Quaker Gun - Usage During World War II

Usage During World War II

A similar idea was employed during the Doolittle Raid, which occurred in the early stages of the Pacific War of World War II, where Lieutenant Colonel Jimmy Doolittle led a squadron of B-25 Mitchells to bomb Tokyo. The early model B-25B had no guns installed in the tail section to help protect the planes from tail-end attacks. While modifying the bombers for the mission at Eglin Field, Florida, Doolittle had fake machine guns consisting of a pair of broomsticks painted black mounted at the tail end of the fuselage to simulate tail guns.

Similarly, while preparing for the coming invasion of France, the German forces on Pointe du Hoc moved their artillery battery and replaced it with upturned logs and barrels in order to fool the invading Allied forces.

The pre–World War I British battleship HMS Centurion was obsolete and disarmed by World War II. However, from 1942 to 1944, she was fitted with wooden guns and stationed in the eastern Mediterranean, to make British naval forces in the area seem stronger than they were.
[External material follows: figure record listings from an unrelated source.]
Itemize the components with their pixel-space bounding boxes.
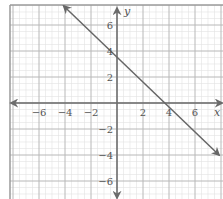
x-tick-label: 4 (166, 107, 172, 118)
y-tick-label: −2 (98, 124, 113, 135)
x-tick-label: −4 (58, 107, 73, 118)
axes (11, 8, 222, 198)
x-tick-label: 6 (192, 107, 198, 118)
y-tick-label: −4 (98, 150, 113, 161)
coordinate-plane: −6−4−2246642−2−4−6 x y (0, 0, 223, 199)
x-tick-label: −6 (32, 107, 47, 118)
y-tick-label: 4 (107, 46, 113, 57)
y-axis-label: y (123, 5, 131, 18)
y-tick-label: −6 (98, 176, 113, 187)
function-line (64, 6, 219, 155)
x-axis-label: x (214, 106, 221, 119)
line-series (64, 6, 219, 155)
x-tick-label: −2 (84, 107, 99, 118)
y-tick-label: 6 (107, 20, 113, 31)
y-tick-label: 2 (107, 72, 113, 83)
x-tick-label: 2 (140, 107, 146, 118)
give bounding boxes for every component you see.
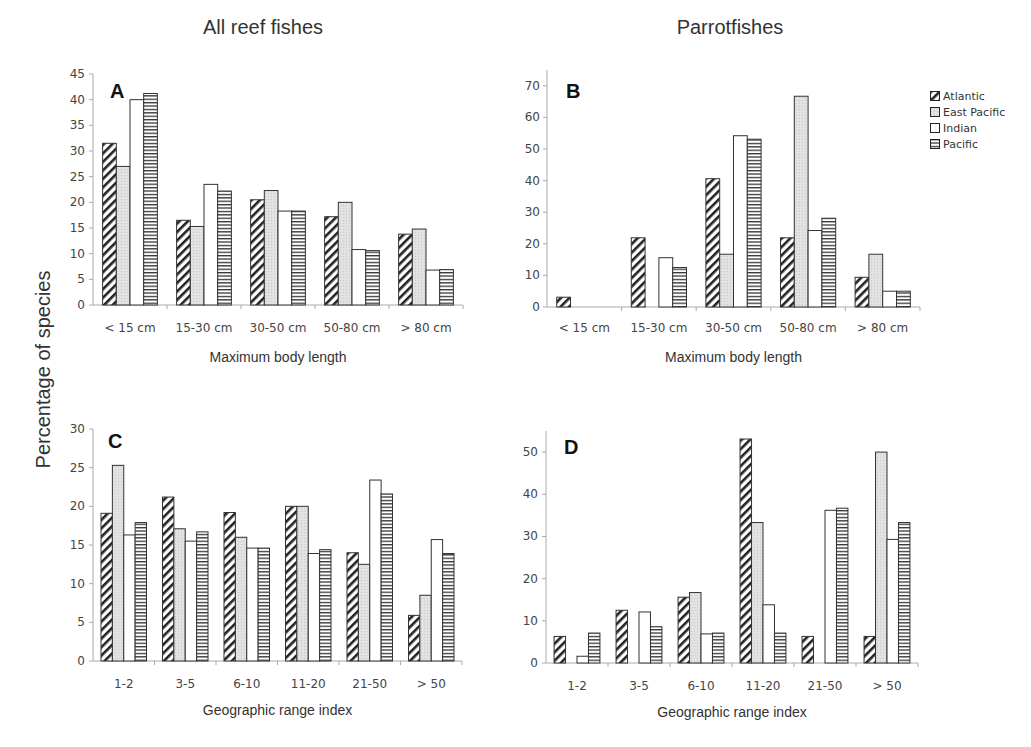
y-tick-label: 5 [77, 615, 85, 629]
bar-east-pacific [794, 96, 808, 307]
bar-pacific [381, 494, 392, 661]
x-tick-label: 6-10 [687, 679, 714, 693]
bar-east-pacific [876, 452, 887, 663]
y-tick-label: 0 [77, 654, 85, 668]
bar-indian [308, 554, 319, 661]
bar-indian [887, 539, 898, 663]
bar-indian [883, 291, 897, 307]
bar-atlantic [740, 439, 751, 663]
bar-pacific [320, 550, 331, 661]
x-axis-title: Maximum body length [665, 349, 802, 365]
bar-east-pacific [869, 254, 883, 307]
x-tick-label: 11-20 [746, 679, 781, 693]
bar-east-pacific [752, 523, 763, 663]
bar-pacific [836, 508, 847, 663]
bar-indian [124, 535, 135, 661]
y-tick-label: 0 [532, 300, 540, 314]
y-tick-label: 50 [523, 445, 538, 459]
bar-pacific [366, 251, 380, 305]
bar-east-pacific [420, 595, 431, 661]
bar-pacific [588, 633, 599, 663]
bar-indian [278, 211, 292, 305]
bar-pacific [650, 627, 661, 663]
y-tick-label: 10 [70, 247, 85, 261]
x-tick-label: 21-50 [352, 677, 387, 691]
bar-indian [577, 656, 588, 663]
bar-atlantic [780, 238, 794, 307]
x-tick-label: > 80 cm [857, 321, 908, 335]
bar-east-pacific [358, 564, 369, 661]
x-axis-title: Geographic range index [203, 702, 352, 718]
bar-indian [825, 510, 836, 663]
y-tick-label: 30 [70, 144, 85, 158]
bar-pacific [443, 554, 454, 661]
x-tick-label: 50-80 cm [324, 321, 381, 335]
dotted-gray-swatch-icon [930, 107, 940, 117]
bar-east-pacific [338, 202, 352, 305]
panel-label: C [108, 430, 122, 452]
x-axis-title: Geographic range index [657, 704, 806, 720]
x-tick-label: 15-30 cm [630, 321, 687, 335]
y-tick-label: 15 [70, 221, 85, 235]
y-tick-label: 0 [77, 298, 85, 312]
bar-indian [130, 100, 144, 305]
y-tick-label: 25 [70, 170, 85, 184]
horizontal-hatch-swatch-icon [930, 139, 940, 149]
bar-atlantic [285, 506, 296, 661]
x-tick-label: 6-10 [233, 677, 260, 691]
y-tick-label: 20 [70, 195, 85, 209]
bar-atlantic [162, 497, 173, 661]
x-tick-label: 1-2 [567, 679, 587, 693]
y-tick-label: 15 [70, 538, 85, 552]
bar-pacific [197, 532, 208, 661]
bar-atlantic [631, 238, 645, 307]
legend-label: Atlantic [943, 90, 985, 103]
bar-east-pacific [116, 166, 130, 305]
bar-east-pacific [174, 529, 185, 661]
bar-pacific [673, 268, 687, 308]
bar-atlantic [399, 234, 413, 305]
x-tick-label: 11-20 [291, 677, 326, 691]
y-tick-label: 70 [525, 79, 540, 93]
bar-atlantic [103, 143, 117, 305]
x-tick-label: 1-2 [114, 677, 134, 691]
bar-pacific [258, 548, 269, 661]
diagonal-hatch-swatch-icon [930, 91, 940, 101]
x-tick-label: 15-30 cm [176, 321, 233, 335]
bar-pacific [712, 633, 723, 663]
bar-east-pacific [235, 537, 246, 661]
chart-canvas: 051015202530354045< 15 cm15-30 cm30-50 c… [0, 0, 1031, 747]
bar-indian [247, 548, 258, 661]
legend: Atlantic East Pacific Indian Pacific [930, 88, 1005, 152]
bar-indian [701, 634, 712, 663]
y-tick-label: 30 [70, 422, 85, 436]
y-tick-label: 40 [523, 487, 538, 501]
bar-indian [185, 541, 196, 661]
bar-pacific [822, 218, 836, 307]
y-tick-label: 50 [525, 142, 540, 156]
bar-indian [659, 258, 673, 307]
y-tick-label: 40 [70, 93, 85, 107]
x-tick-label: 30-50 cm [705, 321, 762, 335]
bar-atlantic [557, 297, 571, 307]
bar-atlantic [224, 513, 235, 661]
bar-atlantic [802, 636, 813, 663]
x-tick-label: > 50 [417, 677, 446, 691]
bar-atlantic [177, 220, 191, 305]
bar-pacific [774, 633, 785, 663]
bar-east-pacific [297, 506, 308, 661]
bar-indian [352, 250, 366, 305]
x-tick-label: < 15 cm [104, 321, 155, 335]
bar-east-pacific [412, 229, 426, 305]
y-tick-label: 35 [70, 118, 85, 132]
bar-atlantic [101, 513, 112, 661]
y-tick-label: 5 [77, 272, 85, 286]
bar-indian [639, 612, 650, 663]
bar-pacific [218, 191, 232, 305]
x-tick-label: > 50 [872, 679, 901, 693]
y-tick-label: 45 [70, 67, 85, 81]
legend-label: East Pacific [943, 106, 1005, 119]
bar-atlantic [325, 217, 339, 305]
x-tick-label: 30-50 cm [250, 321, 307, 335]
panel-label: D [564, 436, 578, 458]
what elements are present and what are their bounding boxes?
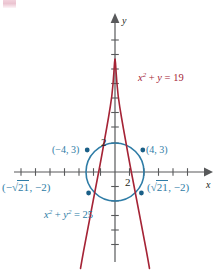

Read more about this topic:  Quaker Gun

Famous quotes containing the words usage, world and/or war:

    ...Often the accurate answer to a usage question begins, “It depends.” And what it depends on most often is where you are, who you are, who your listeners or readers are, and what your purpose in speaking or writing is.
    Kenneth G. Wilson (b. 1923)

    We have grasped the mystery of the atom and rejected the Sermon on the Mount.... The world has achieved brilliance without wisdom, power without conscience. Ours is a world of nuclear giants and ethical infants.
    Omar Bradley (1893–1981)

    There is something to be said for government by a great aristocracy which has furnished leaders to the nation in peace and war for generations; even a Democrat like myself must admit this. But there is absolutely nothing to be said for government by a plutocracy, for government by men very powerful in certain lines and gifted with the “money touch,” but with ideals which in their essence are merely those of so many glorified pawnbrokers.